Work Classification Layer
Compare Works
Pick two or more works to set their attribute fingerprints, dimension-by-dimension passages, and shared school embodiments side by side. Especially useful for author-stage comparisons (Wittgenstein early vs late) and for setting a single tradition's foundational texts against each other.
Critique of Pure Reason
The "Copernican revolution" — the conditions of any possible experience are supplied by the mind, not by things in themselves
Attribute Fingerprint
Rows where works disagree are highlighted in gold. The full ontology grid is shown.
| Attribute | Critique of Pure Reason |
|---|---|
| Time · Extent | Infinite |
| Time · Ontological Status | Emergent |
| Time · Grain | Continuous |
| Time · Freedom | Both |
| Time · Traversability | Linear |
| Time · Dimensionality | One |
| Time · Direction | Uni-directional |
| Space · Extent | Infinite |
| Space · Ontological Status | Emergent |
| Space · Curvature | Flat |
| Space · Dimensionality | Three |
| Space · Locality | Local |
| Matter · Extent | Infinite |
| Matter · Ontological Status | Relational |
| Matter · Conservation | Conserved |
| Matter · Dimensionality | Three |
| Matter · Locality | Local |
| Observer · Time Instance | Single |
| Observer · Space Instance | Single |
| Observer · Knowledge Extent | Immediate |
| Observer · Knowledge Retainment | Total |
| Observer · Physicality | Both |
| Observer · Agency | Active |
| Observer · Number | Plural |
| Observer · Metaphysical Agency | Personal |
| Observer · Moral Authority | Reason |
| Observer · Theological Method | — |
| Energy · Extent | Infinite |
| Energy · Ontological Status | Substantival |
| Energy · Conservation | Conserved |
| Energy · Dispersibility | Irreversible |
| Information · Ontological Status | Relational |
| Information · Cosmic Conservation | Conserved |
| Information · Personal Conservation | Conserved |
| Information · Granularity | Continuous |
Dimension-by-Dimension Evidence
What each work's passages reveal about its stance on each of the six dimensions.
Time
Critique of Pure Reason
Kant's most radical claim: time is a pure form of intuition, a contribution of the mind to experience rather than a feature of things in themselves. "Time is nothing other than the form of inner sense" (CPR A33/B49). Time is therefore "empirically real and transcendentally ideal" — it structures all experience, but does not apply to things as they are independent of mind. Time Ontological Status is Emergent in this precise transcendental-idealist sense.
Space
Critique of Pure Reason
Parallel argument: space is a pure form of outer intuition. "Space is not an empirical concept... it is rather a pure intuition" (CPR A24/B39). Newton's absolute space and Leibniz's relational space are both rejected as accounts of things-in-themselves; both can be salvaged as accounts of the empirically real spatial framework of human experience.
Matter
Critique of Pure Reason
Matter is appearance, structured by the categories of understanding. The Refutation of Idealism (B274–9) argues that the existence of objects outside us is the condition of consistent self-consciousness; matter is not in our heads, but it is also not knowable as it is in itself.
Observer
Critique of Pure Reason
The Kantian observer is plural at the empirical level (individual persons), singular at the transcendental level (the "I think" that must accompany all my representations), embodied in experience, and split between phenomenal determinism and noumenal freedom — the great moral problem the second Critique addresses. The metaphysical agency is personal in regulative use (God as a postulate of practical reason) but not in constitutive use.
Energy
Critique of Pure Reason
Kant's pre-critical Metaphysical Foundations of Natural Science (1786) treats matter as composed of attractive and repulsive forces; energy in the modern sense is not yet thematised. The first Critique implies a substantival physics within phenomena, in which conservation principles (matter, force) operate.
Information
Critique of Pure Reason
The categories supply the formal-informational structure of all possible experience. This is relational information in a strong sense — the categories are not "out there" but arise in the constitution of objects. The soul's immortality is a postulate of practical reason (Critique of Practical Reason); within theoretical knowledge it cannot be proven, but the moral law requires it.
Internal Tensions
Where each work's argument pulls against itself.
Things-in-themselves haunt the Critique. Are they a coherent limit-concept, or do they apply the category of causality illegitimately (in saying that they "cause" appearances)? Hegel's critique on this point set the agenda for German Idealism. The other classic tension: the two editions (A and B) disagree on the unity of consciousness and on the Refutation of Idealism. Most modern editions print both.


* EXERCISE GOAL
Wherever the string "button" shows up in the records below, return that line.

BEGIN SUPPLIED RECORDS

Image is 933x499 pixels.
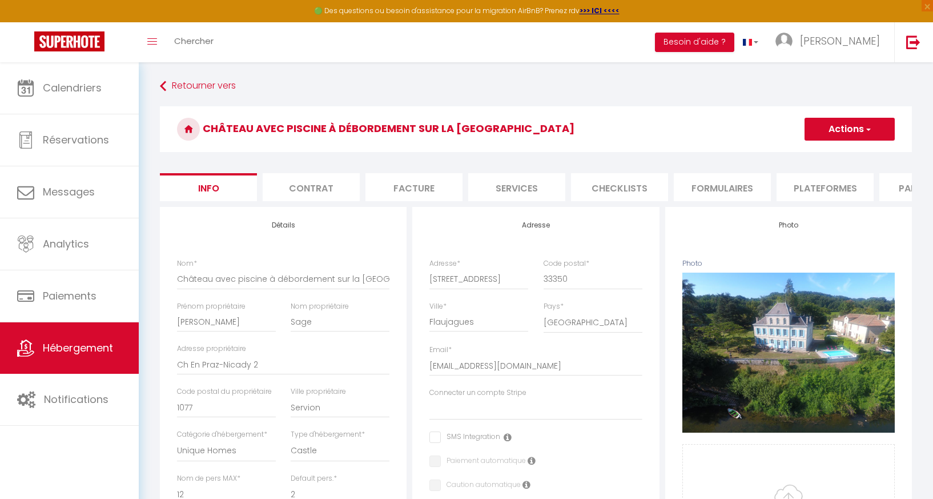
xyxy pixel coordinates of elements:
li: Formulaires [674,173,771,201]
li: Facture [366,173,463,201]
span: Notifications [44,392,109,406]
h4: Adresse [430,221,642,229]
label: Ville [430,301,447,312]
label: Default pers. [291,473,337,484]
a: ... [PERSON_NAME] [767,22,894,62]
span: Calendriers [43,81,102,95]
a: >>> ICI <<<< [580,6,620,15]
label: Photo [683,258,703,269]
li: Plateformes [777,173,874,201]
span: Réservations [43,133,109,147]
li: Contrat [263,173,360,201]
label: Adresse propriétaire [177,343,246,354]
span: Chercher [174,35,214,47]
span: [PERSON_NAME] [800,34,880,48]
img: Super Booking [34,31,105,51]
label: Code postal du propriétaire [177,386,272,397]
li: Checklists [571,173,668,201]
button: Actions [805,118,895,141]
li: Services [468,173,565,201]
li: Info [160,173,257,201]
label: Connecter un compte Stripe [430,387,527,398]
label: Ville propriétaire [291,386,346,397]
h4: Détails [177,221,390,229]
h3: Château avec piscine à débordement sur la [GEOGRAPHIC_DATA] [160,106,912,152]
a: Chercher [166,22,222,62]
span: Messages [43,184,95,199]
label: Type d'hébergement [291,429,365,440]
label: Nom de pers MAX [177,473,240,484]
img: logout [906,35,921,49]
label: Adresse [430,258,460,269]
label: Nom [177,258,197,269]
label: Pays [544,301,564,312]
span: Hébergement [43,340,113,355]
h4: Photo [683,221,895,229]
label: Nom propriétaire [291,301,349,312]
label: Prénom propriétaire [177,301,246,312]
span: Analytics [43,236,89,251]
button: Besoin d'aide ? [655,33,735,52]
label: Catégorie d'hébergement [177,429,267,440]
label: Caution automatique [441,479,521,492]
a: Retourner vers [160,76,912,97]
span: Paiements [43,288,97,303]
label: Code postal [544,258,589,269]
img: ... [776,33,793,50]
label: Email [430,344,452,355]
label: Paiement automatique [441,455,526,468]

END SUPPLIED RECORDS

* WRITTEN SOLUTION
button: Actions [805,118,895,141]
button: Besoin d'aide ? [655,33,735,52]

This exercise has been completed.